Sounds farfetched? Hardly. Consider the bombshell report from 2022 that revealed the Southern Baptist Convention had covered up hundreds of their pastors being accused or found guilty of molesting children. In each of these congregations, powerful men—Christian men—had cudgeled the victims and their families into silence and submission, sometimes with threats of excommunication, sometimes by using Jesus’ command to forgive one’s enemies to guilt them into not pressing charges. But one need not think of this most recent scandal; ask any group of women from any congregation and chances are at least one of them has at least one story tucked away where they were told to shut their mouths, look away, and keep quiet when some man was found doing something they shouldn’t.

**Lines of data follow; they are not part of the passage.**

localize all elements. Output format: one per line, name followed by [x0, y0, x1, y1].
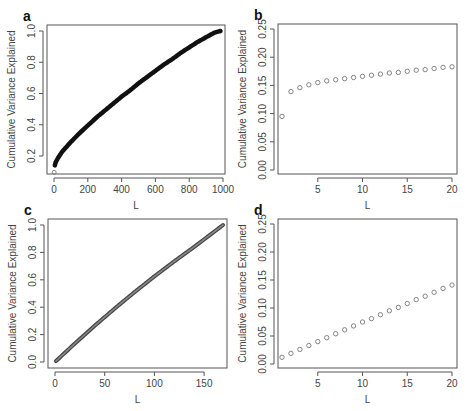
figure-canvas: a02004006008001000L0.20.40.60.81.0Cumula… [0, 0, 472, 411]
dense-curve [55, 31, 221, 165]
data-point [405, 301, 409, 305]
y-axis-label: Cumulative Variance Explained [6, 30, 17, 168]
data-point [280, 355, 284, 359]
data-point [289, 89, 293, 93]
panel-c: c050100150L0.00.20.40.60.81.0Cumulative … [7, 202, 227, 405]
y-tick-label: 0.2 [27, 327, 38, 341]
x-tick-label: 10 [357, 184, 369, 195]
data-series [280, 283, 454, 360]
y-tick-label: 0.8 [26, 55, 37, 69]
panel-a: a02004006008001000L0.20.40.60.81.0Cumula… [6, 8, 235, 211]
x-axis-label: L [365, 394, 371, 405]
data-series [52, 31, 220, 174]
data-point [369, 73, 373, 77]
y-tick-label: 1.0 [27, 218, 38, 232]
data-point [333, 78, 337, 82]
plot-frame [278, 219, 457, 368]
y-tick-label: 1.0 [26, 24, 37, 38]
y-tick-label: 0.4 [27, 300, 38, 314]
panel-letter-c: c [24, 202, 32, 218]
y-tick-label: 0.25 [257, 19, 268, 39]
x-tick-label: 150 [196, 378, 213, 389]
y-tick-label: 0.10 [257, 103, 268, 123]
y-tick-label: 0.6 [26, 86, 37, 100]
data-point [432, 290, 436, 294]
data-point [378, 72, 382, 76]
data-point [396, 70, 400, 74]
y-tick-label: 0.2 [26, 149, 37, 163]
x-axis-label: L [135, 394, 141, 405]
data-point [369, 316, 373, 320]
x-tick-label: 15 [402, 184, 414, 195]
panel-d: d5101520L0.000.050.100.150.200.25Cumulat… [237, 202, 458, 405]
x-tick-label: 0 [51, 184, 57, 195]
data-point [342, 328, 346, 332]
y-tick-label: 0.05 [257, 326, 268, 346]
plot-frame [47, 25, 225, 174]
x-tick-label: 600 [147, 184, 164, 195]
data-point [441, 65, 445, 69]
y-tick-label: 0.8 [27, 245, 38, 259]
data-point [307, 83, 311, 87]
x-tick-label: 200 [79, 184, 96, 195]
data-point [316, 339, 320, 343]
x-tick-label: 5 [315, 184, 321, 195]
y-tick-label: 0.25 [257, 214, 268, 234]
data-point [378, 313, 382, 317]
y-tick-label: 0.20 [257, 47, 268, 67]
data-point [450, 283, 454, 287]
data-point [432, 66, 436, 70]
data-point [325, 79, 329, 83]
plot-frame [278, 24, 457, 174]
x-tick-label: 800 [181, 184, 198, 195]
data-series [56, 225, 223, 361]
data-point [396, 305, 400, 309]
data-point [423, 67, 427, 71]
dense-curve-outline [56, 225, 223, 361]
x-tick-label: 5 [315, 378, 321, 389]
data-point [307, 343, 311, 347]
data-point [351, 324, 355, 328]
x-tick-label: 20 [446, 184, 458, 195]
y-axis-label: Cumulative Variance Explained [237, 224, 248, 362]
data-point [360, 320, 364, 324]
data-series [280, 65, 454, 119]
y-axis-label: Cumulative Variance Explained [7, 224, 18, 362]
data-point [333, 332, 337, 336]
x-axis-label: L [365, 200, 371, 211]
data-point [280, 114, 284, 118]
x-tick-label: 1000 [212, 184, 235, 195]
figure-2x2-grid: a02004006008001000L0.20.40.60.81.0Cumula… [0, 0, 472, 411]
y-tick-label: 0.05 [257, 132, 268, 152]
y-tick-label: 0.00 [257, 160, 268, 180]
data-point [405, 69, 409, 73]
data-point [298, 85, 302, 89]
data-point [298, 347, 302, 351]
data-point [289, 351, 293, 355]
y-axis-label: Cumulative Variance Explained [237, 30, 248, 168]
data-point [387, 71, 391, 75]
data-point [360, 74, 364, 78]
x-tick-label: 20 [446, 378, 458, 389]
data-point [325, 335, 329, 339]
y-tick-label: 0.20 [257, 242, 268, 262]
y-tick-label: 0.6 [27, 272, 38, 286]
panel-letter-a: a [23, 8, 31, 24]
data-point [450, 65, 454, 69]
x-axis-label: L [133, 200, 139, 211]
data-point [351, 75, 355, 79]
x-tick-label: 15 [402, 378, 414, 389]
data-point [414, 297, 418, 301]
x-tick-label: 10 [357, 378, 369, 389]
data-point [423, 294, 427, 298]
y-tick-label: 0.0 [27, 355, 38, 369]
x-tick-label: 50 [99, 378, 111, 389]
data-point [441, 286, 445, 290]
y-tick-label: 0.15 [257, 270, 268, 290]
y-tick-label: 0.4 [26, 117, 37, 131]
x-tick-label: 100 [146, 378, 163, 389]
panel-b: b5101520L0.000.050.100.150.200.25Cumulat… [237, 7, 458, 211]
data-point [387, 309, 391, 313]
data-point [414, 68, 418, 72]
y-tick-label: 0.10 [257, 298, 268, 318]
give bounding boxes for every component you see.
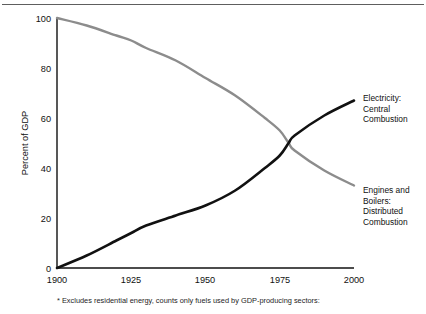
- series-label-electricity-line3: Combustion: [363, 114, 408, 125]
- series-line-engines-and-boilers: [57, 18, 354, 186]
- footnote-text: * Excludes residential energy, counts on…: [57, 296, 320, 305]
- series-label-engines-line4: Combustion: [363, 217, 410, 228]
- x-tick-label-2000: 2000: [344, 275, 364, 285]
- series-label-engines-and-boilers: Engines and Boilers: Distributed Combust…: [363, 185, 410, 227]
- series-label-engines-line2: Boilers:: [363, 196, 410, 207]
- y-tick-label-60: 60: [41, 114, 51, 124]
- chart-plot-area: 100 80 60 40 20 0 1900 1925 1950 1975 20…: [0, 0, 426, 314]
- x-tick-label-1950: 1950: [195, 275, 215, 285]
- series-line-electricity: [57, 101, 354, 269]
- y-tick-label-40: 40: [41, 164, 51, 174]
- series-label-electricity-line1: Electricity:: [363, 93, 408, 104]
- y-tick-label-20: 20: [41, 214, 51, 224]
- y-tick-label-100: 100: [36, 14, 51, 24]
- series-label-engines-line3: Distributed: [363, 206, 410, 217]
- x-tick-label-1900: 1900: [47, 275, 67, 285]
- x-tick-label-1925: 1925: [121, 275, 141, 285]
- series-label-electricity: Electricity: Central Combustion: [363, 93, 408, 125]
- y-tick-label-80: 80: [41, 64, 51, 74]
- x-tick-label-1975: 1975: [270, 275, 290, 285]
- series-label-engines-line1: Engines and: [363, 185, 410, 196]
- figure-chart: 100 80 60 40 20 0 1900 1925 1950 1975 20…: [0, 0, 426, 314]
- series-label-electricity-line2: Central: [363, 104, 408, 115]
- y-tick-label-0: 0: [46, 264, 51, 274]
- y-axis-title: Percent of GDP: [20, 111, 30, 175]
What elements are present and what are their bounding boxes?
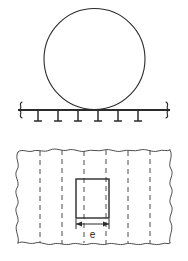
broken-edge-top [18, 149, 170, 152]
roller-circle [44, 9, 145, 110]
engineering-figure: e [0, 0, 188, 261]
hatch-tick [94, 111, 102, 121]
dimension-label-e: e [90, 229, 96, 240]
figure-canvas: e [0, 0, 188, 261]
section-rectangle [76, 179, 109, 218]
broken-edge-right [170, 150, 173, 243]
hatch-tick [54, 111, 62, 121]
broken-edge-bottom [18, 242, 170, 245]
hatch-tick [114, 111, 122, 121]
arrowhead-left-icon [76, 221, 82, 226]
dimension-e: e [76, 219, 109, 240]
hatch-tick [134, 111, 142, 121]
support-hatch-ticks [34, 111, 142, 121]
plan-view: e [16, 149, 172, 245]
hatch-tick [74, 111, 82, 121]
broken-edge-left [16, 152, 19, 243]
elevation-view [18, 9, 170, 122]
hatch-tick [34, 111, 42, 121]
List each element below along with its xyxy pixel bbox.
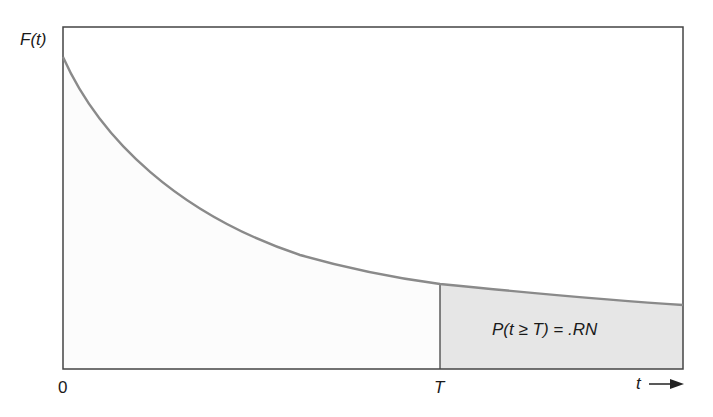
left-area-fill — [63, 57, 440, 369]
arrow-right-icon — [670, 379, 684, 389]
x-axis-label: t — [636, 374, 641, 394]
chart-canvas — [0, 0, 713, 417]
x-threshold-label: T — [434, 378, 444, 398]
region-probability-label: P(t ≥ T) = .RN — [492, 320, 597, 340]
x-origin-label: 0 — [58, 378, 67, 398]
y-axis-label: F(t) — [20, 30, 46, 50]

Women Talking, then, wonders what might happen if the women of this Mennonite community called the men’s bluff and seriously considered leaving. After an initial vote results in a tie between those who want to stay and fight and those who want to leave, eleven of the women are elected as representatives to meet, debate, and ultimately decide their collective fate. Most of the film is comprised of these deliberations where they weigh the pros and cons of staying or leaving. Some of the arguments are practical: how are they supposed to survive outside the colony if—being forbidden to receive any education—none of them can read or write? Having never left the borders of the colony, many of them literally can’t imagine the outside world. Are there mountains out there? Rivers? Other groups of people who might help or hurt them? And what of their prepubescent sons? Should they be brought along or have they already been poisoned by their fathers’ misogyny so that one day they might pose a similar threat?

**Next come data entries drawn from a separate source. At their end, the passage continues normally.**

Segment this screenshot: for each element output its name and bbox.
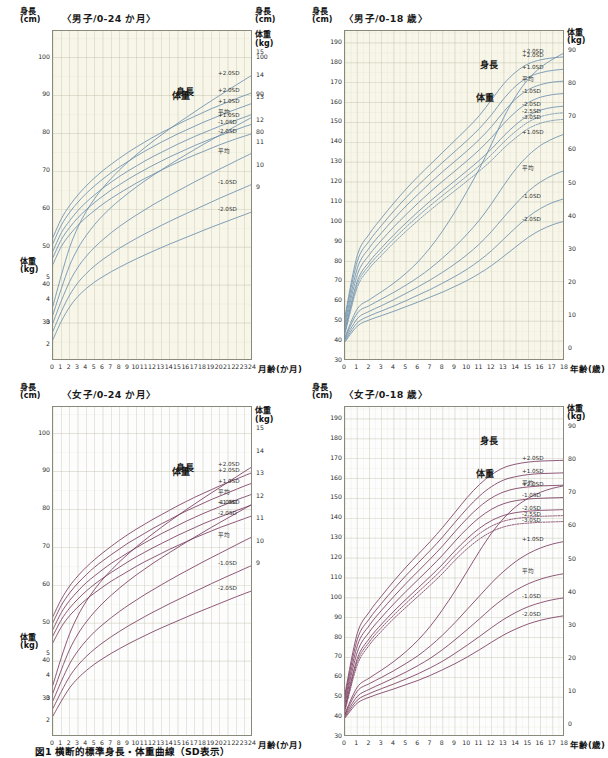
axis-tick-label: 60	[30, 205, 50, 211]
axis-tick-label: 4	[30, 296, 50, 302]
axis-tick-label: 12	[256, 117, 264, 123]
axis-tick-label: 130	[322, 534, 342, 540]
x-axis-tick-label: 12	[485, 740, 497, 746]
x-axis-tick-label: 1	[350, 740, 362, 746]
axis-tick-label: 80	[568, 80, 576, 86]
axis-tick-label: 10	[568, 688, 576, 694]
chart-panel-boy-0-24: 〈男子/0-24 か月〉 100908070605040305432100908…	[0, 0, 304, 376]
axis-caption: 身長(cm)	[312, 8, 332, 25]
plot-area	[52, 30, 252, 360]
axis-tick-label: 100	[30, 430, 50, 436]
axis-tick-label: 140	[322, 514, 342, 520]
sd-curve-label: -2.0SD	[218, 511, 237, 517]
sd-curve-label: -2.0SD	[218, 129, 237, 135]
axis-tick-label: 180	[322, 59, 342, 65]
axis-tick-label: 3	[30, 695, 50, 701]
axis-tick-label: 30	[322, 733, 342, 739]
axis-tick-label: 80	[322, 258, 342, 264]
x-axis-tick-label: 10	[460, 740, 472, 746]
axis-caption: 体重(kg)	[567, 405, 585, 422]
sd-curve-label: -1.0SD	[218, 180, 237, 186]
x-axis-tick-label: 11	[472, 364, 484, 370]
axis-tick-label: 70	[30, 167, 50, 173]
axis-tick-label: 70	[30, 543, 50, 549]
sd-curve-label: +1.0SD	[218, 113, 239, 119]
x-axis-tick-label: 8	[436, 740, 448, 746]
axis-tick-label: 50	[322, 317, 342, 323]
axis-tick-label: 170	[322, 455, 342, 461]
axis-tick-label: 3	[30, 319, 50, 325]
sd-curve-label: -1.0SD	[522, 89, 541, 95]
x-axis-tick-label: 9	[448, 740, 460, 746]
height-series-label: 身長	[480, 434, 498, 447]
axis-tick-label: 90	[322, 614, 342, 620]
axis-caption: 身長(cm)	[20, 384, 40, 401]
sd-curve-label: -1.0SD	[218, 561, 237, 567]
x-axis-label: 年齢(歳)	[570, 362, 605, 374]
axis-tick-label: 190	[322, 39, 342, 45]
curve--2.0SD	[345, 616, 564, 718]
panel-title: 〈男子/0-24 か月〉	[62, 11, 156, 25]
x-axis-tick-label: 3	[375, 740, 387, 746]
sd-curve-label: -2.0SD	[522, 102, 541, 108]
axis-tick-label: 60	[322, 297, 342, 303]
axis-tick-label: 80	[322, 634, 342, 640]
axis-tick-label: 40	[322, 713, 342, 719]
axis-tick-label: 100	[30, 54, 50, 60]
axis-tick-label: 5	[30, 274, 50, 280]
weight-series-label: 体重	[476, 91, 494, 104]
sd-curve-label: +1.0SD	[218, 99, 239, 105]
panel-title: 〈男子/0-18 歳〉	[344, 11, 428, 25]
sd-curve-label: +1.0SD	[218, 479, 239, 485]
x-axis-tick-label: 10	[460, 364, 472, 370]
sd-curve-label: -2.0SD	[218, 586, 237, 592]
sd-curve-label: -2.0SD	[522, 217, 541, 223]
axis-tick-label: 11	[256, 139, 264, 145]
sd-curve-label: 平均	[218, 533, 230, 539]
axis-tick-label: 10	[256, 162, 264, 168]
axis-caption: 体重(kg)	[255, 407, 273, 424]
x-axis-tick-label: 7	[424, 740, 436, 746]
axis-tick-label: 130	[322, 158, 342, 164]
axis-tick-label: 160	[322, 475, 342, 481]
axis-tick-label: 2	[30, 341, 50, 347]
sd-curve-label: +1.0SD	[218, 500, 239, 506]
axis-tick-label: 13	[256, 94, 264, 100]
axis-tick-label: 140	[322, 138, 342, 144]
axis-tick-label: 120	[322, 178, 342, 184]
axis-tick-label: 80	[256, 129, 264, 135]
x-axis-tick-label: 24	[246, 740, 258, 746]
axis-tick-label: 150	[322, 494, 342, 500]
axis-tick-label: 40	[568, 589, 576, 595]
x-axis-tick-label: 16	[534, 740, 546, 746]
x-axis-tick-label: 0	[338, 740, 350, 746]
panel-title: 〈女子/0-24 か月〉	[62, 387, 156, 401]
sd-curve-label: -1.0SD	[218, 120, 237, 126]
axis-tick-label: 10	[256, 538, 264, 544]
axis-tick-label: 30	[568, 246, 576, 252]
x-axis-tick-label: 6	[411, 740, 423, 746]
x-axis-tick-label: 0	[338, 364, 350, 370]
axis-tick-label: 60	[568, 522, 576, 528]
plot-area	[52, 406, 252, 736]
axis-tick-label: 60	[30, 581, 50, 587]
axis-tick-label: 40	[568, 213, 576, 219]
axis-tick-label: 100	[322, 594, 342, 600]
axis-tick-label: 90	[30, 467, 50, 473]
x-axis-label: 月齢(か月)	[258, 362, 302, 374]
sd-curve-label: +2.0SD	[218, 71, 239, 77]
axis-tick-label: 50	[568, 556, 576, 562]
axis-tick-label: 70	[322, 653, 342, 659]
sd-curve-label: 平均	[522, 569, 534, 575]
axis-tick-label: 80	[568, 456, 576, 462]
x-axis-tick-label: 5	[399, 740, 411, 746]
x-axis-tick-label: 13	[497, 740, 509, 746]
sd-curve-label: -2.0SD	[218, 207, 237, 213]
curve--2.0SD	[53, 211, 252, 339]
x-axis-tick-label: 14	[509, 364, 521, 370]
weight-series-label: 体重	[172, 465, 190, 478]
sd-curve-label: -1.0SD	[522, 594, 541, 600]
axis-tick-label: 10	[568, 312, 576, 318]
weight-series-label: 体重	[476, 467, 494, 480]
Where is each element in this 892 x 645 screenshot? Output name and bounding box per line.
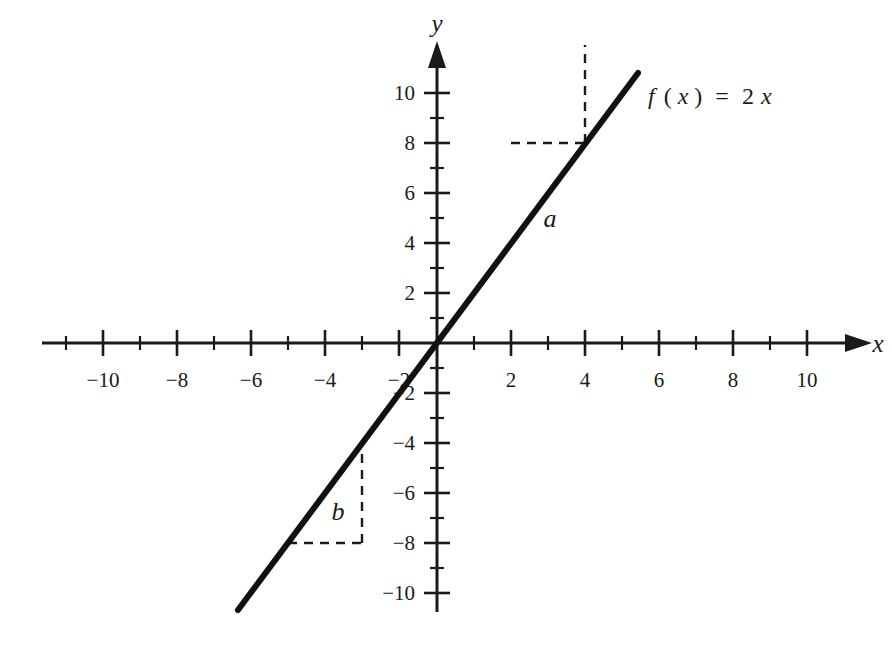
x-tick-label: 8 <box>728 368 739 392</box>
function-label-f: f <box>648 83 658 109</box>
x-axis-arrowhead <box>845 334 872 352</box>
x-tick-label: −4 <box>314 368 337 392</box>
y-tick-label: 4 <box>405 231 416 255</box>
y-tick-label: −6 <box>393 481 415 505</box>
x-tick-label: −10 <box>87 368 120 392</box>
y-tick-label: −4 <box>393 431 416 455</box>
x-tick-labels: −10 −8 −6 −4 −2 2 4 6 8 10 <box>87 368 818 392</box>
function-label-coefficient: 2 <box>742 83 754 109</box>
y-tick-label: −10 <box>382 581 415 605</box>
function-label-close-paren: ) <box>694 83 702 109</box>
x-axis-label: x <box>871 330 883 357</box>
y-tick-label: 6 <box>405 181 416 205</box>
function-label-open-paren: ( <box>664 83 672 109</box>
y-tick-label: 2 <box>405 281 416 305</box>
function-label-equals: = <box>715 83 729 109</box>
x-tick-label: 10 <box>797 368 818 392</box>
x-tick-label: 6 <box>654 368 665 392</box>
function-label-variable: x <box>677 83 689 109</box>
x-tick-label: 4 <box>580 368 591 392</box>
slope-label-b: b <box>332 497 345 526</box>
slope-label-a: a <box>544 204 557 233</box>
y-axis-arrowhead <box>428 41 446 68</box>
y-tick-label: 8 <box>405 131 416 155</box>
function-label-term-variable: x <box>760 83 772 109</box>
y-axis-label: y <box>428 10 443 37</box>
function-graph-figure: −10 −8 −6 −4 −2 2 4 6 8 10 10 8 6 4 2 −2… <box>0 0 892 645</box>
x-tick-label: −6 <box>240 368 262 392</box>
x-tick-label: 2 <box>506 368 517 392</box>
x-tick-label: −8 <box>166 368 188 392</box>
y-tick-label: −8 <box>393 531 415 555</box>
y-tick-label: 10 <box>394 81 415 105</box>
axes-group <box>42 41 872 612</box>
function-label: f ( x ) = 2 x <box>648 83 772 109</box>
coordinate-plane: −10 −8 −6 −4 −2 2 4 6 8 10 10 8 6 4 2 −2… <box>0 0 892 645</box>
slope-triangle-a: a <box>511 45 585 233</box>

But what truly makes Women Talking special are the moments when the film turns towards the theological. As stated, the film is based on a true story, but it’s also an adaptation of a novel by Miriam Toews, a now excommunicated Mennonite who grew up in a community not dissimilar to the one in the film. As such—despite its director Sarah Polley being an atheist—it never once questions the existence or providence of God. The result is a film of devout Christians navigating an impossible situation with their faith, not in spite of it. For example, one of the women named Salome (Claire Fox) reveals that if she stays in the colony she wouldn’t be able to stop herself from killing the man who raped her four-year-old daughter. Would it be more “Christian” for her to refuse forgiveness and leave the colony if it meant saving the rapist’s life? Is forgiveness even forgiveness if the offending party remains unrepentant? Could one even call their community “Christian” if the women remained and allowed their men to continue raping with impunity? What if, instead, as one of the women named Ona (Rooney Mara) suggests, by leaving they might forge “a new religion, extrapolated from the old but focused on love.” 

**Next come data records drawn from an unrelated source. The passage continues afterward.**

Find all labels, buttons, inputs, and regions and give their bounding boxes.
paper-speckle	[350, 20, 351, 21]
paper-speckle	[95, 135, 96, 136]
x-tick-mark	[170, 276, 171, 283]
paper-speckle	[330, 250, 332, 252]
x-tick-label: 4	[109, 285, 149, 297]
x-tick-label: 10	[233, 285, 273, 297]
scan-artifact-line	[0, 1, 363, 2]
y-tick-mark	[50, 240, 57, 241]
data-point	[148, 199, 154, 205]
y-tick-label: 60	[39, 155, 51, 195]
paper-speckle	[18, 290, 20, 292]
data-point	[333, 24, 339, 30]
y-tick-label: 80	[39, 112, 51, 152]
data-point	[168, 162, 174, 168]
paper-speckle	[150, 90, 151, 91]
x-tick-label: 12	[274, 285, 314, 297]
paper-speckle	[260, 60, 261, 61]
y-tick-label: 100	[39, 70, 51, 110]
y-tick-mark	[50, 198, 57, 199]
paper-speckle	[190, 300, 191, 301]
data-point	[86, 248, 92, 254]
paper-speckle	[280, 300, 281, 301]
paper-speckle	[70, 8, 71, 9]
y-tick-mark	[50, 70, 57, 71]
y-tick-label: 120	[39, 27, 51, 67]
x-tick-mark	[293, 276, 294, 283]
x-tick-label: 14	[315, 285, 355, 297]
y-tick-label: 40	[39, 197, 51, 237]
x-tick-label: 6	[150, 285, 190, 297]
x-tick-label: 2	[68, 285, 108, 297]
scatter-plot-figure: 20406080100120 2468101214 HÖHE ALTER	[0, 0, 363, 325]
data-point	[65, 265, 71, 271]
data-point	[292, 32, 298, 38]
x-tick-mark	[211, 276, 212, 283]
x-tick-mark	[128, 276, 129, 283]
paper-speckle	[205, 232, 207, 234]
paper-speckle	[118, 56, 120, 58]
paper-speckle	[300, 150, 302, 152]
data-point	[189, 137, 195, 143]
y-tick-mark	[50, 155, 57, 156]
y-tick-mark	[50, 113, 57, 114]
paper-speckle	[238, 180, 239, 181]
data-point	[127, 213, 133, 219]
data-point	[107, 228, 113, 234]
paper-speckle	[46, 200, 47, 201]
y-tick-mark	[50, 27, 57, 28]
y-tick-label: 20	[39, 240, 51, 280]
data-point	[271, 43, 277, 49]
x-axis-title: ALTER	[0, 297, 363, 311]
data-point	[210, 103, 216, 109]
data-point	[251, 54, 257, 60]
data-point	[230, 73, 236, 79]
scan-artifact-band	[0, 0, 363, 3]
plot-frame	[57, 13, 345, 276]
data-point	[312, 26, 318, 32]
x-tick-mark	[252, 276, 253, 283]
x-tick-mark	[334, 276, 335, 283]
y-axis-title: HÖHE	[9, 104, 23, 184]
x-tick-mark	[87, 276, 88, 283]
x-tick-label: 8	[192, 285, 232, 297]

Entire books could (and should!) be written on the theology of Women Talking, but what makes it a truly great “Christian film” is how it gives Christians the language and a model for how to address such scandals within their ranks. Early in the film, the narrator reveals that sex and the discussion of women’s bodies was so taboo among the community that the rape victims literally didn’t have the language to describe what happened to them. It was their confrontation with an unknown—indeed, an unknowable—cruelty that made their situation so existentially and spiritually horrific. But no more. These terrors have been named. They have been confronted. And in God’s name, may they never force victims into silence ever again.